Cashless Systems Accelerate Inequality
By Frane Maroevic, Director General, International Currency Association
For years, tech platforms and card companies have framed the drift towards cashless payments as an inevitable march into a sleeker future. The pitch was seductive: tap, go, forget the rest. But a closer look at what that shift has produced — who wins, who loses, and who gets locked out altogether — tells a different story.
At the centre of this transformation is a simple yet uncomfortable reality: moving from cash to card or mobile payments replaces a universal, publicly governed system with privately owned infrastructure whose logic is profit, not access. And when payments become a revenue stream, inequality follows.
The scale of this shift is best captured in the trajectory of credit card interest rates. In an article by Barbara Brandl, a key graph (Figure 1) shows, US credit card APRs climb steadily from 2010 onwards, rising far above European equivalents. While Eurozone overdraft rates hover around 8%, US averages push towards 20%, with subprime products breaching 30%. The divergence is not merely academic — it signals two fundamentally different worlds of financial exposure.
You can see the scale of the problem most clearly in the graph tracking credit card interest rates. It shows two lines moving in entirely different directions. In Europe, interest on overdrafts stays fairly steady at around 8%. In the US, the line climbs and climbs — hitting around 20% on average, and soaring past 30% for people with weaker credit scores.
Put plainly: Europe’s borrowing costs sit on a gentle hill. America’s look like a mountain range.

Figure 1 – Credit card interest rates from June 2010 to February 2023. Data sources: U.S. national average and bad-credit rates from Dilworth & Tang (2023); euro-area rates from Knops & Fromm (2022)
This matters because digital payments blur the line between paying and borrowing. When a tap can instantly become an overdraft, the poorest pay the highest price. In the United States, where around one in five citizens is unbanked or underbanked, the cost of participation in a cashless system becomes a form of structural punishment. Those with the least pay the most to access the basics of modern economic life.
Europe tells a more complex story. Bank account access is almost universal, but the infrastructure behind digital payments is anything but sovereign. Cross-border transactions inside the Eurozone rely overwhelmingly on the machinery of US giants — Visa, Mastercard, PayPal — whose profitability rests precisely on the dynamics that have fuelled inequality elsewhere. European consumers may enjoy lower fees, but they are dependent on corporate networks whose incentives sit oceans away.
The graph (2) comparing bank account ownership among people with low levels of education shows another fissure: in the US, exclusion rises sharply among poorer and less-educated groups; in Europe, the slope is gentler but still present. Beneath the surface of digital optimism is an old story — systems designed without the margins in mind inevitably replicate the inequalities of the societies beneath them.

Figure 2: Bank account ownership among adults with primary education or less: Comparison between the United States and the euro area. Source: World Bank (2022); authors’ calculations.
Governments have begun to stir. The Biden administration’s move to restrict excessive overdraft fees is one small correction. In the EU, the proposal for a Digital Euro hints at a public alternative to the dominance of private rails. But none of these efforts replace the role of cash as the only payment instrument that guarantees universal access, no questions asked, no data extracted, no fees lurking in the shadows.
What the evidence shows — graph after graph, dataset after dataset — is not that digital payments are inherently harmful, but that their current architecture is. When essential economic functions depend on private credit systems, social hierarchies harden. And when cash disappears, so does the one form of payment that refuses to discriminate.
Cash was never just a method. It was, and remains, the floor beneath the system — a guarantee that participation in society is not conditional on profitability. In a moment when financial exclusion is increasingly digital, that guarantee is more than a convenience. It is a democratic necessity.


TO DO: The result should be an exact copy of only the lines from the one holding "bbox=[x0, y0, x1, y1] format, (0,0) is top-left." through the last line of the data below, please, without pictures.

MATERIAL SHOWN:
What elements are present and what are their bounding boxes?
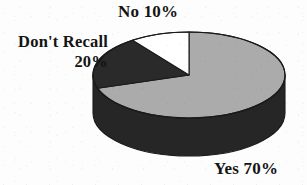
pie-top-face bbox=[93, 32, 285, 118]
pie-label-dont-recall: Don't Recall 20% bbox=[2, 33, 108, 71]
pie-label-yes: Yes 70% bbox=[214, 160, 278, 178]
pie-label-dont-recall-name: Don't Recall bbox=[18, 32, 108, 51]
pie-label-dont-recall-value: 20% bbox=[2, 53, 108, 71]
pie-chart-figure: No 10% Don't Recall 20% Yes 70% bbox=[0, 0, 307, 185]
pie-label-no: No 10% bbox=[118, 3, 178, 21]
pie-chart-graphic bbox=[0, 0, 307, 185]
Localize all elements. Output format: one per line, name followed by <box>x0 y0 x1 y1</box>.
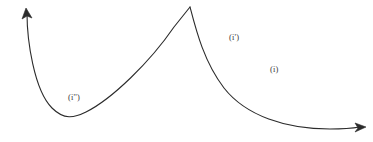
region-label-i-double-prime: (i'') <box>68 93 80 102</box>
curve-group <box>22 7 366 132</box>
region-label-i: (i) <box>270 65 279 74</box>
curve-diagram-canvas <box>0 0 373 142</box>
left-branch-path <box>27 7 190 117</box>
region-label-i-prime: (i') <box>229 33 239 42</box>
cusp-curve-figure: (i) (i') (i'') <box>0 0 373 142</box>
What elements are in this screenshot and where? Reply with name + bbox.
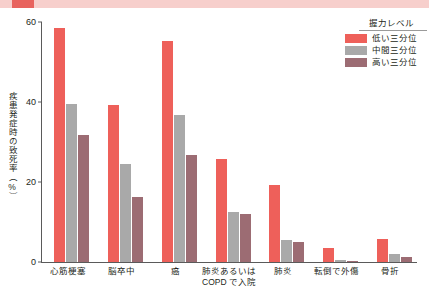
bar[interactable] [240,214,251,262]
x-tick-label: 骨折 [355,266,425,277]
bar[interactable] [132,197,143,262]
top-decorative-band [0,0,429,8]
legend-item-label: 中間三分位 [372,46,417,55]
bar[interactable] [186,155,197,262]
bar[interactable] [54,28,65,262]
bar[interactable] [293,242,304,262]
bar[interactable] [228,212,239,262]
bar-group [216,22,251,262]
bar[interactable] [66,104,77,262]
legend-item[interactable]: 高い三分位 [345,58,427,67]
legend-item[interactable]: 低い三分位 [345,34,427,43]
bar[interactable] [162,41,173,262]
legend-color-swatch [345,58,367,67]
bar[interactable] [281,240,292,262]
x-axis-line [41,262,417,263]
chart-page: 疾患発症時の致死率（%） 0204060 心筋梗塞脳卒中癌肺炎あるいは COPD… [0,0,429,292]
bar-group [162,22,197,262]
legend-divider [359,30,427,31]
legend-items: 低い三分位中間三分位高い三分位 [345,34,427,67]
bar[interactable] [335,260,346,262]
bar-group [108,22,143,262]
legend-color-swatch [345,34,367,43]
bar[interactable] [108,105,119,262]
legend: 握力レベル 低い三分位中間三分位高い三分位 [345,16,427,70]
y-axis-title: 疾患発症時の致死率（%） [4,92,17,201]
legend-item-label: 高い三分位 [372,58,417,67]
bar[interactable] [389,254,400,262]
bar[interactable] [78,135,89,262]
bar[interactable] [401,257,412,262]
bar[interactable] [269,185,280,262]
bar-group [54,22,89,262]
bar[interactable] [323,248,334,262]
legend-item-label: 低い三分位 [372,34,417,43]
bar[interactable] [216,159,227,262]
bar-group [269,22,304,262]
bar[interactable] [174,115,185,262]
top-band-accent [12,0,34,8]
bar[interactable] [120,164,131,262]
legend-item[interactable]: 中間三分位 [345,46,427,55]
bar[interactable] [377,239,388,262]
legend-color-swatch [345,46,367,55]
legend-title: 握力レベル [345,16,427,28]
bar[interactable] [347,261,358,262]
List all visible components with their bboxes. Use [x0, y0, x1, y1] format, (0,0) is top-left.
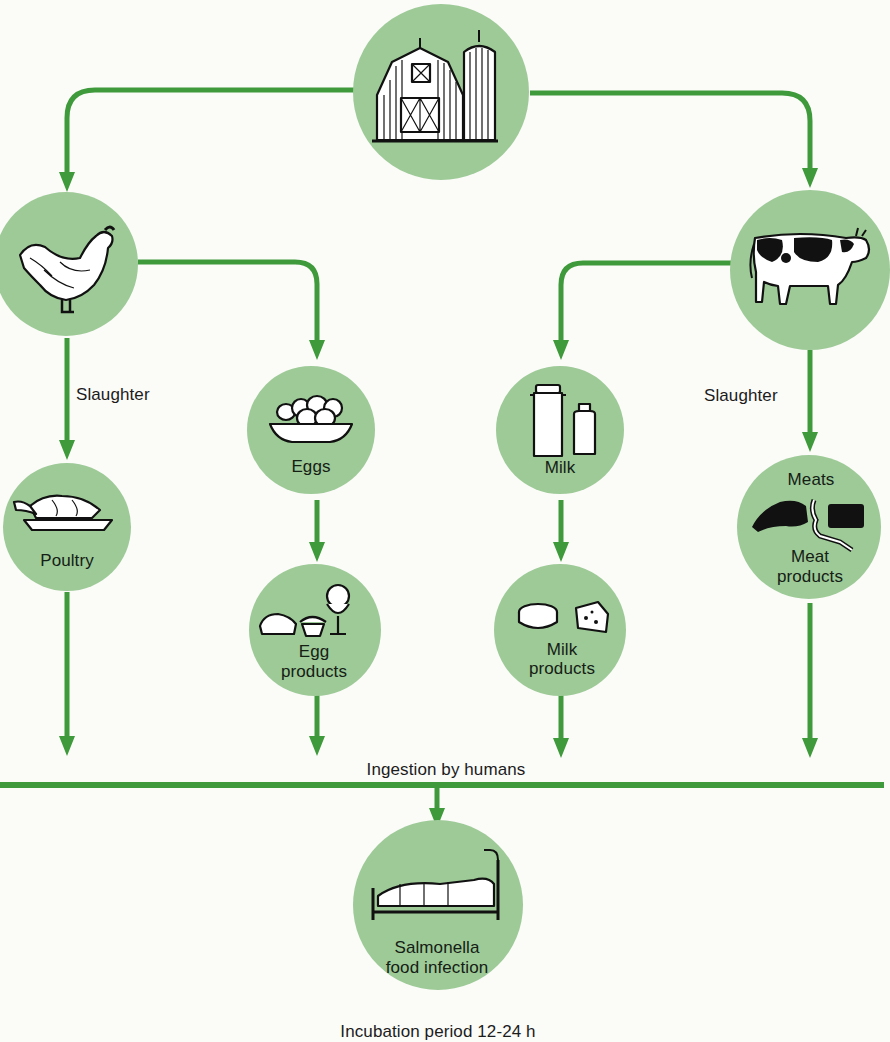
node-label-milk-products-1: Milk — [547, 640, 578, 660]
arrowhead-icon — [309, 340, 325, 360]
caption-incubation: Incubation period 12-24 h — [340, 1022, 535, 1042]
arrowhead-icon — [802, 738, 818, 758]
edge-chicken-eggs — [138, 262, 317, 345]
arrowhead-icon — [59, 172, 75, 192]
arrowhead-icon — [802, 168, 818, 188]
arrowhead-icon — [553, 542, 569, 562]
node-label-egg-products-1: Egg — [299, 642, 330, 662]
arrowhead-icon — [59, 440, 75, 460]
edge-farm-cow — [530, 93, 810, 172]
connectors — [0, 90, 884, 828]
arrowhead-icon — [553, 340, 569, 360]
node-label-meat-products-1: Meat — [791, 547, 829, 567]
node-label-meat-products-2: products — [777, 567, 843, 587]
arrowhead-icon — [553, 738, 569, 758]
edge-label-ingestion: Ingestion by humans — [367, 760, 526, 780]
node-label-milk: Milk — [545, 458, 576, 478]
node-circles — [0, 4, 890, 990]
node-label-meats: Meats — [788, 470, 835, 490]
edge-label-poultry-slaughter: Slaughter — [76, 385, 150, 405]
arrowhead-icon — [59, 736, 75, 756]
node-label-milk-products-2: products — [529, 659, 595, 679]
ingestion-bar — [0, 782, 884, 788]
edge-farm-chicken — [67, 90, 358, 176]
arrowhead-icon — [802, 432, 818, 452]
node-label-eggs: Eggs — [291, 457, 330, 477]
edge-cow-milk — [561, 263, 735, 345]
node-label-egg-products-2: products — [281, 662, 347, 682]
arrowhead-icon — [309, 542, 325, 562]
node-label-poultry: Poultry — [40, 551, 94, 571]
arrowhead-icon — [309, 736, 325, 756]
edge-label-cattle-slaughter: Slaughter — [704, 386, 778, 406]
node-label-infection-2: food infection — [386, 958, 489, 978]
node-label-infection-1: Salmonella — [394, 938, 479, 958]
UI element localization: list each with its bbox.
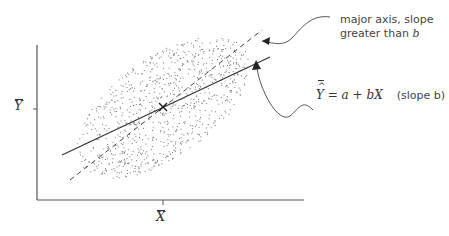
centroid-marker: [159, 103, 167, 111]
major-axis-arrowhead: [262, 37, 270, 45]
major-axis-text-1: major axis, slope: [340, 13, 449, 27]
major-axis-text-2: greater than b: [340, 27, 449, 41]
x-mean-label: X: [156, 209, 165, 224]
regression-arrow: [257, 68, 313, 117]
major-axis-annotation: major axis, slope greater than b: [340, 13, 449, 41]
regression-equation: = a + bX: [324, 88, 383, 102]
slope-note: (slope b): [397, 89, 445, 102]
major-axis-arrow: [262, 17, 330, 44]
regression-annotation: Y = a + bX(slope b): [316, 88, 445, 102]
y-mean-label: Y: [14, 98, 23, 113]
scatter-points: [77, 38, 248, 179]
regression-line: [62, 57, 270, 155]
y-hat: Y: [316, 88, 324, 102]
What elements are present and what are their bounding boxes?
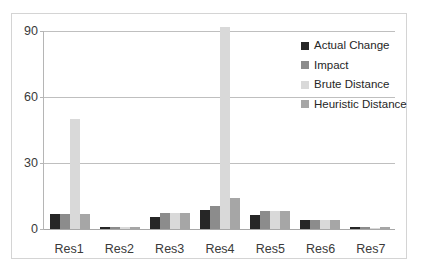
y-axis-label-30: 30 <box>24 156 38 170</box>
x-axis-label-res6: Res6 <box>295 229 345 256</box>
legend-swatch-icon <box>301 61 309 69</box>
bar-res3-brute-distance <box>170 213 180 230</box>
bar-res6-brute-distance <box>320 220 330 229</box>
bar-group-res1 <box>45 31 95 229</box>
y-axis-label-90: 90 <box>24 24 38 38</box>
bar-group-res5 <box>245 31 295 229</box>
bar-group-res3 <box>145 31 195 229</box>
bar-group-res4 <box>195 31 245 229</box>
tick-mark-60 <box>40 97 44 98</box>
bar-res1-heuristic-distance <box>80 214 90 229</box>
y-axis-label-0: 0 <box>31 222 38 236</box>
bar-res5-impact <box>260 211 270 229</box>
bar-res1-brute-distance <box>70 119 80 229</box>
bar-res6-actual-change <box>300 220 310 229</box>
legend-item-heuristic-distance[interactable]: Heuristic Distance <box>301 99 407 111</box>
tick-mark-90 <box>40 31 44 32</box>
bar-res3-heuristic-distance <box>180 213 190 230</box>
legend-item-actual-change[interactable]: Actual Change <box>301 40 407 52</box>
legend-label: Brute Distance <box>314 79 389 91</box>
chart-legend: Actual ChangeImpactBrute DistanceHeurist… <box>301 40 407 110</box>
legend-label: Actual Change <box>314 40 389 52</box>
legend-swatch-icon <box>301 81 309 89</box>
legend-item-impact[interactable]: Impact <box>301 60 407 72</box>
x-axis-label-res2: Res2 <box>94 229 144 256</box>
bar-res1-actual-change <box>50 214 60 229</box>
tick-mark-30 <box>40 163 44 164</box>
x-axis-label-res4: Res4 <box>195 229 245 256</box>
chart-frame: 90 60 30 0 Res1Res2Res3Res4Res5Res6Res7 … <box>11 13 407 259</box>
bar-res4-impact <box>210 206 220 229</box>
x-axis-label-res3: Res3 <box>145 229 195 256</box>
x-axis-labels: Res1Res2Res3Res4Res5Res6Res7 <box>44 229 396 256</box>
x-axis-label-res7: Res7 <box>346 229 396 256</box>
bar-res3-actual-change <box>150 217 160 229</box>
bar-res3-impact <box>160 213 170 230</box>
x-axis-label-res1: Res1 <box>44 229 94 256</box>
bar-res1-impact <box>60 214 70 229</box>
bar-group-res2 <box>95 31 145 229</box>
x-axis-label-res5: Res5 <box>245 229 295 256</box>
legend-label: Heuristic Distance <box>314 99 407 111</box>
bar-res5-heuristic-distance <box>280 211 290 229</box>
legend-label: Impact <box>314 60 349 72</box>
y-axis-label-60: 60 <box>24 90 38 104</box>
legend-item-brute-distance[interactable]: Brute Distance <box>301 79 407 91</box>
bar-res5-actual-change <box>250 215 260 229</box>
legend-swatch-icon <box>301 100 309 108</box>
bar-res5-brute-distance <box>270 211 280 229</box>
bar-res4-heuristic-distance <box>230 198 240 229</box>
bar-res4-actual-change <box>200 210 210 229</box>
bar-res4-brute-distance <box>220 27 230 229</box>
legend-swatch-icon <box>301 42 309 50</box>
bar-res6-heuristic-distance <box>330 220 340 229</box>
bar-res6-impact <box>310 220 320 229</box>
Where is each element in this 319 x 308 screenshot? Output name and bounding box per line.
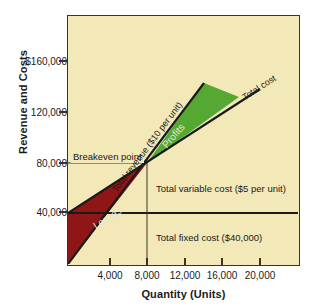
x-tick-mark-8000 [146,258,148,266]
x-tick-label-20000: 20,000 [245,270,276,281]
y-axis-title: Revenue and Costs [17,27,29,177]
x-tick-label-4000: 4,000 [97,270,122,281]
x-axis-title: Quantity (Units) [67,288,300,300]
total-variable-cost-label: Total variable cost ($5 per unit) [156,183,286,194]
x-tick-mark-4000 [109,258,111,266]
x-tick-label-12000: 12,000 [170,270,201,281]
y-tick-mark-80000 [59,162,67,164]
x-tick-mark-16000 [221,258,223,266]
plot-area: Breakeven point Total variable cost ($5 … [67,15,300,266]
breakeven-chart: Revenue and Costs $160,000 120,000 80,00… [0,0,319,308]
x-tick-label-16000: 16,000 [207,270,238,281]
x-tick-label-8000: 8,000 [134,270,159,281]
x-tick-mark-12000 [184,258,186,266]
x-tick-mark-20000 [259,258,261,266]
y-tick-mark-40000 [59,211,67,213]
y-tick-mark-120000 [59,111,67,113]
y-tick-mark-160000 [59,60,67,62]
total-fixed-cost-label: Total fixed cost ($40,000) [156,232,262,243]
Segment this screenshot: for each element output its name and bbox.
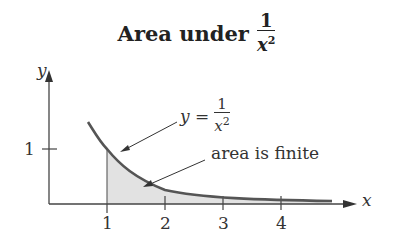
- x-tick-label: 4: [276, 213, 287, 233]
- area-label: area is finite: [211, 143, 319, 163]
- y-axis-label: y: [37, 60, 47, 80]
- x-axis-arrow-icon: [343, 200, 357, 208]
- function-label: y = 1 x2: [180, 97, 230, 134]
- y-tick-label: 1: [24, 139, 35, 159]
- x-tick-label: 1: [102, 213, 113, 233]
- x-tick-label: 3: [218, 213, 229, 233]
- x-axis-label: x: [362, 190, 372, 210]
- x-tick-label: 2: [160, 213, 171, 233]
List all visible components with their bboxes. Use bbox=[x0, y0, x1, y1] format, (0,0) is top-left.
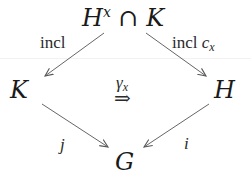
edge-label-top-right-sub: x bbox=[209, 40, 214, 54]
double-arrow-icon: ⇒ bbox=[114, 88, 131, 108]
node-bottom-G: G bbox=[115, 150, 134, 174]
intersection-symbol: ∩ bbox=[118, 4, 138, 32]
edge-label-top-right: incl cx bbox=[172, 34, 215, 53]
commutative-diagram: Hx ∩ K incl incl cx K H γx ⇒ j i G bbox=[0, 0, 251, 179]
node-top-right: K bbox=[146, 4, 164, 32]
edge-label-top-left: incl bbox=[40, 34, 66, 51]
node-top-base: H bbox=[82, 4, 103, 32]
node-top-superscript: x bbox=[103, 4, 111, 20]
arrow-right-to-bottom bbox=[144, 104, 209, 147]
edge-label-top-right-text: incl bbox=[172, 33, 198, 52]
node-left-K: K bbox=[10, 78, 28, 102]
node-right-H: H bbox=[214, 78, 235, 102]
edge-label-right-bottom: i bbox=[184, 135, 189, 152]
node-top-intersection: Hx ∩ K bbox=[82, 5, 164, 30]
arrow-left-to-bottom bbox=[42, 104, 108, 147]
edge-label-left-bottom: j bbox=[60, 136, 65, 153]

SOLUTION FOR THIS EXERCISE:
List all visible components with their bboxes. Use bbox=[x0, y0, x1, y1] format, (0,0) is top-left.
edge-label-top-right-sub: x bbox=[209, 40, 214, 54]
double-arrow-icon: ⇒ bbox=[114, 88, 131, 108]
node-bottom-G: G bbox=[115, 150, 134, 174]
intersection-symbol: ∩ bbox=[118, 4, 138, 32]
edge-label-top-right: incl cx bbox=[172, 34, 215, 53]
commutative-diagram: Hx ∩ K incl incl cx K H γx ⇒ j i G bbox=[0, 0, 251, 179]
node-top-right: K bbox=[146, 4, 164, 32]
edge-label-top-left: incl bbox=[40, 34, 66, 51]
node-top-base: H bbox=[82, 4, 103, 32]
node-top-superscript: x bbox=[103, 4, 111, 20]
arrow-right-to-bottom bbox=[144, 104, 209, 147]
edge-label-top-right-text: incl bbox=[172, 33, 198, 52]
node-left-K: K bbox=[10, 78, 28, 102]
node-right-H: H bbox=[214, 78, 235, 102]
edge-label-right-bottom: i bbox=[184, 135, 189, 152]
node-top-intersection: Hx ∩ K bbox=[82, 5, 164, 30]
arrow-left-to-bottom bbox=[42, 104, 108, 147]
edge-label-left-bottom: j bbox=[60, 136, 65, 153]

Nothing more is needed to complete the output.